Hard To Grip
A Memoir of Youth, Baseball and Chronic Illness
Emil DeAndreis
9781943156153
304 pages
Schaffner Press Inc
Overview
In 2008, after a record-breaking career as a D1 college baseball player, Emil DeAndreis' life seemed set: He was twenty-three, in great shape, and had just been offered a contract to pitch professionally in Europe. Then his body fell apart. It started with elbow stiffness, then swelling in his wrist. Soon, his fingers were too bloated to grip a baseball. He had Rheumatoid Arthritis, a disease that causes swelling and eventual deterioration of the joints, mostly targeting old people and women. Hard To Grip tells the story of a young man’s body giving out when he needs it most. It chronicles an ascending sports career, the ups and downs of life in the NCAA, and the challenges of letting go of pro baseball due to a dehumanizing condition. In a series of humorous anecdotes, Emil takes the reader on his bittersweet journey of a young man’s having to grapple with an “old woman’s disease.” From striking out future major leaguer All Stars, to sitting in support groups; from breaking university records, to barely making it up the stairs; from language barriers with Chinese healers to figuring out how to be employed as a vegetable, this book unveils the disease with humor and fearless honesty through the eyes of an unlikely victim.
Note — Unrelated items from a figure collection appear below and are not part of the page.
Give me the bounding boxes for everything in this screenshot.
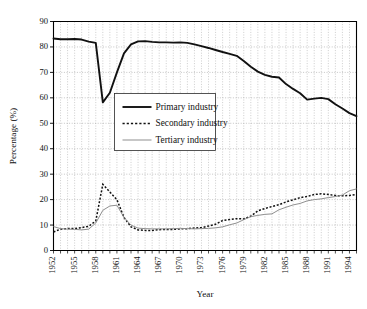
- x-axis-tick-label: 1964: [132, 256, 142, 274]
- x-axis-tick-label: 1985: [280, 257, 290, 274]
- line-chart: 0102030405060708090195219551958196119641…: [0, 0, 367, 309]
- x-axis-tick-label: 1955: [69, 257, 79, 274]
- x-axis-tick-label: 1988: [301, 257, 311, 274]
- x-axis-tick-label: 1961: [111, 257, 121, 274]
- x-axis-tick-label: 1973: [195, 257, 205, 274]
- y-axis-title: Percentage (%): [8, 108, 18, 164]
- legend-label-tertiary-industry: Tertiary industry: [156, 135, 218, 145]
- chart-canvas: 0102030405060708090195219551958196119641…: [0, 0, 367, 309]
- y-axis-tick-label: 10: [39, 220, 48, 230]
- x-axis-tick-label: 1979: [238, 257, 248, 274]
- x-axis-tick-label: 1952: [47, 257, 57, 274]
- y-axis-tick-label: 90: [39, 16, 48, 26]
- x-axis-tick-label: 1991: [322, 257, 332, 274]
- x-axis-tick-label: 1982: [259, 257, 269, 274]
- y-axis-tick-label: 80: [39, 41, 48, 51]
- x-axis-tick-label: 1958: [90, 257, 100, 274]
- legend-label-primary-industry: Primary industry: [156, 102, 219, 112]
- y-axis-tick-label: 0: [44, 245, 48, 255]
- y-axis-tick-label: 60: [39, 92, 48, 102]
- y-axis-tick-label: 50: [39, 118, 48, 128]
- x-axis-title: Year: [197, 289, 214, 299]
- chart-container: 0102030405060708090195219551958196119641…: [0, 0, 367, 309]
- x-axis-tick-label: 1970: [174, 257, 184, 274]
- x-axis-tick-label: 1976: [217, 256, 227, 274]
- x-axis-tick-label: 1967: [153, 256, 163, 274]
- y-axis-tick-label: 40: [39, 143, 48, 153]
- series-line-secondary-industry: [54, 184, 357, 232]
- series-line-tertiary-industry: [54, 189, 357, 230]
- y-axis-tick-label: 30: [39, 169, 48, 179]
- x-axis-tick-label: 1994: [343, 256, 353, 274]
- legend-label-secondary-industry: Secondary industry: [156, 118, 228, 128]
- y-axis-tick-label: 70: [39, 67, 48, 77]
- y-axis-tick-label: 20: [39, 194, 48, 204]
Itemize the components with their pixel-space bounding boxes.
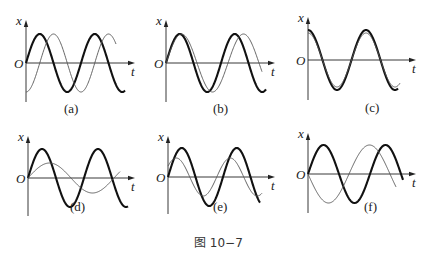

This memoir is an honest, rueful and at times hilarious story about learning to come to terms with a new reality, and an inspiring account of how Emil learned to run with the disease and not from it.
Author Bio
Emil DeAndreis is the author of Beyond Folly (Blue Cubicle Press). He is a high school baseball coach, and he teaches English at College of San Mateo, where he also coaches baseball. He lives in San Francisco with his wife.